With new recruiting deal in place, Cetera scores with advisors

With new recruiting deal in place, Cetera scores with advisors
Cetera CEO Mike Durbin.
Cetera is leaning on Summit Financial and its veteran leader Marshall Leeds to reel in those advisors.
OCT 17, 2025

Cetera Financial Group, the brokerage and registered investment advisor giant, is clearly making inroads with financial advisors looking for a new firm after introducing a highly competitive recruiting bonus, reeling in at least nine teams with close to $4.8 billion in client assets under administration over the summer and into the fall, based on a tally of public reports by the company over the past three months. 

Two of those groups of advisors, Gigi Schneppat, with $60 million in assets under administration and King Financial Network with $1.1 billion in assets under administration, hail from Commonwealth Financial Network, which was acquired over the summer by industry behemoth LPL Financial Holdings Inc. for $2.7 billion in cash.

And Cetera is leaning on Summit Financial, which closed as a separate broker-dealer in 2019 and operates as a regional office, and its veteran leader Marshall Leeds, to reel in those advisers.

"Marshall Leeds runs Summit, and he’s a legend,” said John Pierce, former head of business development, or recruiting, at Cetera. ”Marshall and his team are the best in the business. His reps love him and he’s the best recruiter Cetera has.”  

It’s been an industry-wide scrum for Commonwealth Financial Network’s close to 3,000 advisors since LPL announced the deal at the end of March and then closed it in August. The acquisition has kicked some firms, including Cetera, into an all-hands-on-deck way of operating their advisor recruiting efforts.

Raymond James Financial Inc., for example, from the start of August to the beginning of October, recruited 18 teams of Commonwealth financial advisors with close to 4.5 billion in client assets.

Cetera has close to 12,000 financial advisors across its platform and $590 billion in client assets.

Other firms are also successfully recruiting Commonwealth teams, according to industry executives, but have declined to make public statements about those advisors joining.

But Cetera’s new recruiting bonus has clearly gained attention in the marketplace. InvestmentNews reported yesterday that Cetera is offering to pay some advisors as much as 150 basis points, or 1.5%, based on their assets if 60% or more are in advisory accounts, according to industry executives.

That means if an advisor manages $1 billion in client assets, the Cetera recruiting bonus would total $15 million and be worked off over nine to 10 years as a forgivable loan.

Recruiting bonuses are typically called "forgivable loans" in the brokerage industry; while they are structured as loans, the advisors do not pay the firm back out of pocket.

Rather, they work the loan off over time by meeting certain productivity goals and in exchange, the firm "forgives" the loan over a multi-year period.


◆ Work required
Lines before the one containing "Output a JSON" are not wanted. Transcribe that line and all after it exactly, to the end of the entries.

Dataset entries on figures:
********

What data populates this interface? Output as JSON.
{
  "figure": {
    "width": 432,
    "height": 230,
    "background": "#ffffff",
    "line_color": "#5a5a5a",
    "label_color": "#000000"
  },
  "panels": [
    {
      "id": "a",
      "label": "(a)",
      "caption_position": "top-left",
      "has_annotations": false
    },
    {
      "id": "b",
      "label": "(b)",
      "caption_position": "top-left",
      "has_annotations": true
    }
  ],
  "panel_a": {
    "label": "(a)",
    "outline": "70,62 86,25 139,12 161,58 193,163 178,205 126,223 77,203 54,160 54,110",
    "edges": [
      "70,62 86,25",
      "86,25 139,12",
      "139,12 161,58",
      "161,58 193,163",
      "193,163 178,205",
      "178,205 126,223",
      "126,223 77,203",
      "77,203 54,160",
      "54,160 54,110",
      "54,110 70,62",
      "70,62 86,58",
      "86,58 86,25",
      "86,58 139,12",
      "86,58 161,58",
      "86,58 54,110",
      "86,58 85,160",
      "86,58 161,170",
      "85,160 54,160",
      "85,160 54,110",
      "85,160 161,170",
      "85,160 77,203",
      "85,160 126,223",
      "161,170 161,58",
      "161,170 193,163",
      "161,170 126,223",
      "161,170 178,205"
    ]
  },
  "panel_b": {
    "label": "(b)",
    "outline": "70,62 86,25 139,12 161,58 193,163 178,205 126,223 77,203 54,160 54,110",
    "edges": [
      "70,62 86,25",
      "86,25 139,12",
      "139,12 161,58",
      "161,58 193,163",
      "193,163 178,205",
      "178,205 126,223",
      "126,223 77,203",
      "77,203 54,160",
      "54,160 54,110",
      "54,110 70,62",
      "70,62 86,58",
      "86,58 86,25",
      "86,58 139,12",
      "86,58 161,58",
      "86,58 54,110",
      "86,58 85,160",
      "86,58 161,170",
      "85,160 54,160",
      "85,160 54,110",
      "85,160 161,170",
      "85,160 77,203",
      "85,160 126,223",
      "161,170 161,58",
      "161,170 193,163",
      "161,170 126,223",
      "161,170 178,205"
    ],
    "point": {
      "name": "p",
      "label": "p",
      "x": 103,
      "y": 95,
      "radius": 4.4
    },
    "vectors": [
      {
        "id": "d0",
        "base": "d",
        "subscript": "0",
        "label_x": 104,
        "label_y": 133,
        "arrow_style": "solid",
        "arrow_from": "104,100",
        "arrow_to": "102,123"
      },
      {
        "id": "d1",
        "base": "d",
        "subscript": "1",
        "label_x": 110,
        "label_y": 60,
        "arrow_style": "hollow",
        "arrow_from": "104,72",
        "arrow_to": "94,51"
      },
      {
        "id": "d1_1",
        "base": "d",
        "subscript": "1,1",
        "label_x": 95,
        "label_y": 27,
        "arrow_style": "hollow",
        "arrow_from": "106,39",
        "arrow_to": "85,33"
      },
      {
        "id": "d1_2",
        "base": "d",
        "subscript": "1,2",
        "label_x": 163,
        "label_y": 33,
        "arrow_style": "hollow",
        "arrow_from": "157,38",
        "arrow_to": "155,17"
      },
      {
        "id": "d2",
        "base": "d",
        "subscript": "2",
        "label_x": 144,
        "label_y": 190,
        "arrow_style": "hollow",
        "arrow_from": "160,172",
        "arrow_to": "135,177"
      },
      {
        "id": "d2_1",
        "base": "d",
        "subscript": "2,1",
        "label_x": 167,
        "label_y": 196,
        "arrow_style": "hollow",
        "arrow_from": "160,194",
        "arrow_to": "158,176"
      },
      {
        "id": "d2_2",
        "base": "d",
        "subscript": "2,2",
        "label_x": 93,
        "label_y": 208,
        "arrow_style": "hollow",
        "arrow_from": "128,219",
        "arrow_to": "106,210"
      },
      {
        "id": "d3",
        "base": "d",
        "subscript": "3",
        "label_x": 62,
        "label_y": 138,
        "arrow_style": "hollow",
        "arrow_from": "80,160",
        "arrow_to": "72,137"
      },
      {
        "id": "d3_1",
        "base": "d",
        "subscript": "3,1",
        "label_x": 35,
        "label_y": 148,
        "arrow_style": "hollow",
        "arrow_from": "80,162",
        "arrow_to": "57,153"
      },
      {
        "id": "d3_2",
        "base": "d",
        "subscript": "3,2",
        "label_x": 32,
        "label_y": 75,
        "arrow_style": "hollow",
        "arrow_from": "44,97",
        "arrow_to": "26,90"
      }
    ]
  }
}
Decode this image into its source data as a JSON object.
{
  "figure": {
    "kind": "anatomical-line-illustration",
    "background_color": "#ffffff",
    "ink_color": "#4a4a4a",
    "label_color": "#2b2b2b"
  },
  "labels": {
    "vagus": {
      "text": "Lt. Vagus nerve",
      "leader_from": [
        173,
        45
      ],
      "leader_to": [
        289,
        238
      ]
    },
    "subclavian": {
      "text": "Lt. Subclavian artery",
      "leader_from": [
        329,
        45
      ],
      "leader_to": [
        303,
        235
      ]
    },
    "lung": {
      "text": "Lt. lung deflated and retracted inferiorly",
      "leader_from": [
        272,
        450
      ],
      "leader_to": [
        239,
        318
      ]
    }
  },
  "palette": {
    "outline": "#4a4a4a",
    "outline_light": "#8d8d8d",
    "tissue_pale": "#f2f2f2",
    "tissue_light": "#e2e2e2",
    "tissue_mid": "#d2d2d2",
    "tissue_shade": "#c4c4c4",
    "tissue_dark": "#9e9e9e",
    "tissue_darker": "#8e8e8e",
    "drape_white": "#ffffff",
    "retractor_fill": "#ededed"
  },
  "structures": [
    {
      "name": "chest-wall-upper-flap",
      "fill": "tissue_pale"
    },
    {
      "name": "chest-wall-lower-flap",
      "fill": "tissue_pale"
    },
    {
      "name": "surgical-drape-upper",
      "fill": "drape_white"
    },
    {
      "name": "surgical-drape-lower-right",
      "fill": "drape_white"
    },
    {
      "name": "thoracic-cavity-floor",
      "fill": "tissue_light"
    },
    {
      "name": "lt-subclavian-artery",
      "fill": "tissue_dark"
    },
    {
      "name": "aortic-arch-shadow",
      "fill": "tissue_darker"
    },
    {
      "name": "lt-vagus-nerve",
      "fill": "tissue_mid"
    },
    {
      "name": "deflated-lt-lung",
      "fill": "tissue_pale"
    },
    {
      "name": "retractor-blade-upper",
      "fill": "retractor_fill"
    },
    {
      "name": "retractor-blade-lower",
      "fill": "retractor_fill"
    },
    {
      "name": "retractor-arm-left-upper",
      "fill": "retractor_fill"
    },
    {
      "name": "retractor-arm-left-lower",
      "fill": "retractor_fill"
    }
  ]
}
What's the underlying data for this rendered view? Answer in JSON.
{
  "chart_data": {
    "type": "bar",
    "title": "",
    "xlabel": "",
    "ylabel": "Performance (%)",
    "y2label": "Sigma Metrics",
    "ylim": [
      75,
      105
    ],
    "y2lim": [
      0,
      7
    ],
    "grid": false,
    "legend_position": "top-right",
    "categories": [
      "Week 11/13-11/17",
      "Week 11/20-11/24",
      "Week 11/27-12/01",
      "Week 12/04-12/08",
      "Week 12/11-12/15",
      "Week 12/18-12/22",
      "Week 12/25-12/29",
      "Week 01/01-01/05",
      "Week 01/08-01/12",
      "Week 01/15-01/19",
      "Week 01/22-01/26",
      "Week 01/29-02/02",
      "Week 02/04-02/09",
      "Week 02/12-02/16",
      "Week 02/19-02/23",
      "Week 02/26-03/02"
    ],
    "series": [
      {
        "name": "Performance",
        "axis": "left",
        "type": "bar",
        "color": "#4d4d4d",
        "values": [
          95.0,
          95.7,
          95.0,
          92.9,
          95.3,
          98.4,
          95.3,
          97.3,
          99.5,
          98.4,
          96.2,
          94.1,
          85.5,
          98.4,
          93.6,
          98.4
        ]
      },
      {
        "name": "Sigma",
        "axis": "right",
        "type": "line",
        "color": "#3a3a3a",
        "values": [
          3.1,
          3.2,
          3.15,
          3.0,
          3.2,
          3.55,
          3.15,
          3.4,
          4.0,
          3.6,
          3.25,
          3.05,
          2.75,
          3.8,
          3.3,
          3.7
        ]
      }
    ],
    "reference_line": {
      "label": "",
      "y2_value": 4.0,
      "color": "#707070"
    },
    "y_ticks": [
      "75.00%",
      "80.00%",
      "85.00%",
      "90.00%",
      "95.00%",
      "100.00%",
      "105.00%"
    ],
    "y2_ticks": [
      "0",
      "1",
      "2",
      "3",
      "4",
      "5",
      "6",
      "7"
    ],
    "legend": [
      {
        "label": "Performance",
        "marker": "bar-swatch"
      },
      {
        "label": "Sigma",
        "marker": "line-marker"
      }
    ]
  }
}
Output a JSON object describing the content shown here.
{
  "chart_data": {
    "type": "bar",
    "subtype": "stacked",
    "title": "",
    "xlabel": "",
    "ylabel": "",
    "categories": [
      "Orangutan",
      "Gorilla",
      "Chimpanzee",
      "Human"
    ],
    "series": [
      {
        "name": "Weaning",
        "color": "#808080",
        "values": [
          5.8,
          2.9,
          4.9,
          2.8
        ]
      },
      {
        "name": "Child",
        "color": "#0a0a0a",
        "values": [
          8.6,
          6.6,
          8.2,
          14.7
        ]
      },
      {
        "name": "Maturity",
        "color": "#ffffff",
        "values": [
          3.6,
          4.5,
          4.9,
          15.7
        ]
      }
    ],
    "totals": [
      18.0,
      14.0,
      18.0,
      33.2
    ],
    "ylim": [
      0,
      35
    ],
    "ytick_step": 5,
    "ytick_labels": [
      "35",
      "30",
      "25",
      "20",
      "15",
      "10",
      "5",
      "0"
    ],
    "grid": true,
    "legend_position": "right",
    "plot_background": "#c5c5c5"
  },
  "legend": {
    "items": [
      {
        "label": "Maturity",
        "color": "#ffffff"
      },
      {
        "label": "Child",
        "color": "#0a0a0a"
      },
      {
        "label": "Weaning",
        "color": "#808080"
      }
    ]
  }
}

********

◆ Your solution
Output a JSON object describing the content shown here.
{
  "chart_data": {
    "type": "bar",
    "subtype": "stacked",
    "title": "",
    "xlabel": "",
    "ylabel": "",
    "categories": [
      "Orangutan",
      "Gorilla",
      "Chimpanzee",
      "Human"
    ],
    "series": [
      {
        "name": "Weaning",
        "color": "#808080",
        "values": [
          5.8,
          2.9,
          4.9,
          2.8
        ]
      },
      {
        "name": "Child",
        "color": "#0a0a0a",
        "values": [
          8.6,
          6.6,
          8.2,
          14.7
        ]
      },
      {
        "name": "Maturity",
        "color": "#ffffff",
        "values": [
          3.6,
          4.5,
          4.9,
          15.7
        ]
      }
    ],
    "totals": [
      18.0,
      14.0,
      18.0,
      33.2
    ],
    "ylim": [
      0,
      35
    ],
    "ytick_step": 5,
    "ytick_labels": [
      "35",
      "30",
      "25",
      "20",
      "15",
      "10",
      "5",
      "0"
    ],
    "grid": true,
    "legend_position": "right",
    "plot_background": "#c5c5c5"
  },
  "legend": {
    "items": [
      {
        "label": "Maturity",
        "color": "#ffffff"
      },
      {
        "label": "Child",
        "color": "#0a0a0a"
      },
      {
        "label": "Weaning",
        "color": "#808080"
      }
    ]
  }
}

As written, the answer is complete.